**TASK OBJECTIVE:**
Select all lines holding the word "will" from the entries that follow.

**DATA EXCERPTS:**
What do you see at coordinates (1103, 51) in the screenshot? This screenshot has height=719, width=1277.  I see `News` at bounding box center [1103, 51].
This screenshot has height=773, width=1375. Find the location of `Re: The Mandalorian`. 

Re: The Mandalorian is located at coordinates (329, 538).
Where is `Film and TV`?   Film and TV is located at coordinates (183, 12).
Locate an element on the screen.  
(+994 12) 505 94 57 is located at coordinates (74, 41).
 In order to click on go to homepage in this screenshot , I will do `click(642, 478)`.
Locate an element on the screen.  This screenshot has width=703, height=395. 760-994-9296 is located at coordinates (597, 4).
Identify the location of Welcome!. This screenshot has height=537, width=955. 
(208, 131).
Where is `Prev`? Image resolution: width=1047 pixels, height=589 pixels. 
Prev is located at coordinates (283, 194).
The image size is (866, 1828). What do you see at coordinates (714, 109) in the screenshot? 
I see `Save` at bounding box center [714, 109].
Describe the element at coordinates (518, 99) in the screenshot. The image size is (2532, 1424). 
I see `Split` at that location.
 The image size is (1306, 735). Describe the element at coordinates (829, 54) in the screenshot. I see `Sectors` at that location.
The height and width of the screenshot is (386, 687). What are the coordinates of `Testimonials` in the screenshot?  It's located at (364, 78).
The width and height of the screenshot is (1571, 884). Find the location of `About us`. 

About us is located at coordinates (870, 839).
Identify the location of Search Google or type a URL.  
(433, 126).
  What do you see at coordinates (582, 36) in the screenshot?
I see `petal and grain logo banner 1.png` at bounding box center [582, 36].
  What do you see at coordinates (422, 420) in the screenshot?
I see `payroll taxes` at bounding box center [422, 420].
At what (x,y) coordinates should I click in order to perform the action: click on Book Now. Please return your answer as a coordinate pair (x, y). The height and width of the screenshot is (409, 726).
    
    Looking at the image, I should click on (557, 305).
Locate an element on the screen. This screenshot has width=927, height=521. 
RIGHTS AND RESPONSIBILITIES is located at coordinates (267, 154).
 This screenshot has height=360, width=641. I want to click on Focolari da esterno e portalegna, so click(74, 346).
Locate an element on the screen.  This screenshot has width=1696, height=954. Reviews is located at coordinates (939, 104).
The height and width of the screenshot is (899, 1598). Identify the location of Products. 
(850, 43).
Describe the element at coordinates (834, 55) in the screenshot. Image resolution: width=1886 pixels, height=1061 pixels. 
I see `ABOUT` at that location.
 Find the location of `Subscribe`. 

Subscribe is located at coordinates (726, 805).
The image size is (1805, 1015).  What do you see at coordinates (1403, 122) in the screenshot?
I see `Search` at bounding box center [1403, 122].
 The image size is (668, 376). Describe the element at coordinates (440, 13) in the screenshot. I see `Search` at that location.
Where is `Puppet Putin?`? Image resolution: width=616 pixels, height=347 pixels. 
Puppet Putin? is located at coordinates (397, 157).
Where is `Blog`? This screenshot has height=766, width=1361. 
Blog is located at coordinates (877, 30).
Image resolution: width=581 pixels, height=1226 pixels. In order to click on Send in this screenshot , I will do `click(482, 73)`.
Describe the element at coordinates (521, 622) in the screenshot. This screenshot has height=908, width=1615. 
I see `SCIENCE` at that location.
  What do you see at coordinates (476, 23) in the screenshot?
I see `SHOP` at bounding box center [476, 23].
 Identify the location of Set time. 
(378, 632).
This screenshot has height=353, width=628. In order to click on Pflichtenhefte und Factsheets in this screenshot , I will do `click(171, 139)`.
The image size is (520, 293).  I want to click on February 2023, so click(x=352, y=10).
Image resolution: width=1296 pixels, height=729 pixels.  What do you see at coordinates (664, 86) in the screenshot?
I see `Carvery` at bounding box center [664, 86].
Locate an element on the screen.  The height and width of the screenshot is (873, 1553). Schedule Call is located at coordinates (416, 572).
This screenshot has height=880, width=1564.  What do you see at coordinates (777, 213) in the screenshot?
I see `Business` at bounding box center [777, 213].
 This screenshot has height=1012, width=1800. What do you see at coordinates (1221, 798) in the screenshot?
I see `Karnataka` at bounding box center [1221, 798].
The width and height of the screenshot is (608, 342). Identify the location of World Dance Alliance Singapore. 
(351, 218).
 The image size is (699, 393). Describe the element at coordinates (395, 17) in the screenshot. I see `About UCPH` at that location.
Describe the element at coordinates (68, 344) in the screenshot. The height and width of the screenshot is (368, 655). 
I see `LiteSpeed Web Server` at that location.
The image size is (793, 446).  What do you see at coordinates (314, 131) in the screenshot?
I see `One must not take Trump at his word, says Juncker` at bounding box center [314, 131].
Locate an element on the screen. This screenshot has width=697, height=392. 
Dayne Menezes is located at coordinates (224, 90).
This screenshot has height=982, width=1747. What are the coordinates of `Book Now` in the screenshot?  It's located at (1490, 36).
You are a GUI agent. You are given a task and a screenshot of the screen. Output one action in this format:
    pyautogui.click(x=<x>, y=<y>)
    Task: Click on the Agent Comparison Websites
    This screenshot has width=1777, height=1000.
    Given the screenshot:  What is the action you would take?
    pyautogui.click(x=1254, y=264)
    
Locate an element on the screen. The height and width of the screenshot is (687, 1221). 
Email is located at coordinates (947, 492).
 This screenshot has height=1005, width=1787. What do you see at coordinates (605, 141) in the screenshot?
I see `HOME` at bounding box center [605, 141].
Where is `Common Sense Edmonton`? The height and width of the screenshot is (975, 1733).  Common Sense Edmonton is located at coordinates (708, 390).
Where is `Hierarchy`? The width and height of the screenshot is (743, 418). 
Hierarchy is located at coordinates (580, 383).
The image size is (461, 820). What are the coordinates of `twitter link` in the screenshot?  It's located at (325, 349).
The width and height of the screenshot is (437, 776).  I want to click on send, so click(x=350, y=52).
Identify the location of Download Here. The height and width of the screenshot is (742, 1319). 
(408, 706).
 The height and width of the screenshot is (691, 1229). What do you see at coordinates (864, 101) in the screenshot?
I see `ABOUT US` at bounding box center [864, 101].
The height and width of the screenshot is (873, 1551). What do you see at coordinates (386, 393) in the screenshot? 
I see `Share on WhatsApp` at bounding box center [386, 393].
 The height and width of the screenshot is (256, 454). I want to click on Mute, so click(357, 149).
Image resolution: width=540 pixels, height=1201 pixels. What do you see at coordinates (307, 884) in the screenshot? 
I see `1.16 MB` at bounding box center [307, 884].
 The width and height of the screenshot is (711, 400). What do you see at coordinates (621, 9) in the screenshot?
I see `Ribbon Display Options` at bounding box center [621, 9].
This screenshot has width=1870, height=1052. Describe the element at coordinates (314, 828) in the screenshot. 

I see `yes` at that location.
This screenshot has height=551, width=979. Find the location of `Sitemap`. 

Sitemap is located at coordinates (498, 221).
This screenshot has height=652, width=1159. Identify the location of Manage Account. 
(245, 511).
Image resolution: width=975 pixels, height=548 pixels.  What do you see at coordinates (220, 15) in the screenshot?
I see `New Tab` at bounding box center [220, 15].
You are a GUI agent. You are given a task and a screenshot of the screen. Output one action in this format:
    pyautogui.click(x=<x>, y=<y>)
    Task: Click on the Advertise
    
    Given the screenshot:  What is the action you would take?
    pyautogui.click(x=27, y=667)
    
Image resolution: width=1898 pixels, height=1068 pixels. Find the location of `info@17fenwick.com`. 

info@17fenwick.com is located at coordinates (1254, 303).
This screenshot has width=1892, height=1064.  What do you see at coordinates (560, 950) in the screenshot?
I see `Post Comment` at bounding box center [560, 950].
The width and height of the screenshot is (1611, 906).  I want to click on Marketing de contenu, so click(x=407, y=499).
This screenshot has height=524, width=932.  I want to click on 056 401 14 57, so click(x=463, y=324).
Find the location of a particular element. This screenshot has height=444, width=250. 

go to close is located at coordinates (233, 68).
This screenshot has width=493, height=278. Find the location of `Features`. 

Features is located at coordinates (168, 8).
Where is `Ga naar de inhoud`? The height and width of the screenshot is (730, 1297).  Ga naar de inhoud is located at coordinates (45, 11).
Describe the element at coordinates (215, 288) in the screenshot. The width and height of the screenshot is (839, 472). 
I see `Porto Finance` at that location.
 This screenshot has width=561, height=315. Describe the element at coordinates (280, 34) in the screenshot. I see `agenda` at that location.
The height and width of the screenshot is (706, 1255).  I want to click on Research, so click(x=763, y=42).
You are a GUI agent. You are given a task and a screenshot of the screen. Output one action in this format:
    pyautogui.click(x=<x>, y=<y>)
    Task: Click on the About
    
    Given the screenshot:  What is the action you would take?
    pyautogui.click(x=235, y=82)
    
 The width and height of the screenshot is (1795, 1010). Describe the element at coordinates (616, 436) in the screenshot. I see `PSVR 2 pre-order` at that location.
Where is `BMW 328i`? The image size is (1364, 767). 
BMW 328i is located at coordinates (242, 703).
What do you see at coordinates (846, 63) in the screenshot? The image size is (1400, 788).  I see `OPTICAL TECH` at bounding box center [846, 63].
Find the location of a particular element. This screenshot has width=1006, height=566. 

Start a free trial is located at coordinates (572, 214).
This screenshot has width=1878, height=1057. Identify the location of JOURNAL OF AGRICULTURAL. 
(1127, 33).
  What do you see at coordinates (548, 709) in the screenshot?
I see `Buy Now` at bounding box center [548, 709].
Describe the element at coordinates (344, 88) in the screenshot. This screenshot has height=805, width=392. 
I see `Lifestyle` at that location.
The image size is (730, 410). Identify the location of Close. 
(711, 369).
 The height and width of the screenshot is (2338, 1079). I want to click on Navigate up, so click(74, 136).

**EXPECTED ANSWER:**
 In order to click on go to homepage in this screenshot , I will do `click(642, 478)`.
Image resolution: width=581 pixels, height=1226 pixels. In order to click on Send in this screenshot , I will do `click(482, 73)`.
This screenshot has height=353, width=628. In order to click on Pflichtenhefte und Factsheets in this screenshot , I will do `click(171, 139)`.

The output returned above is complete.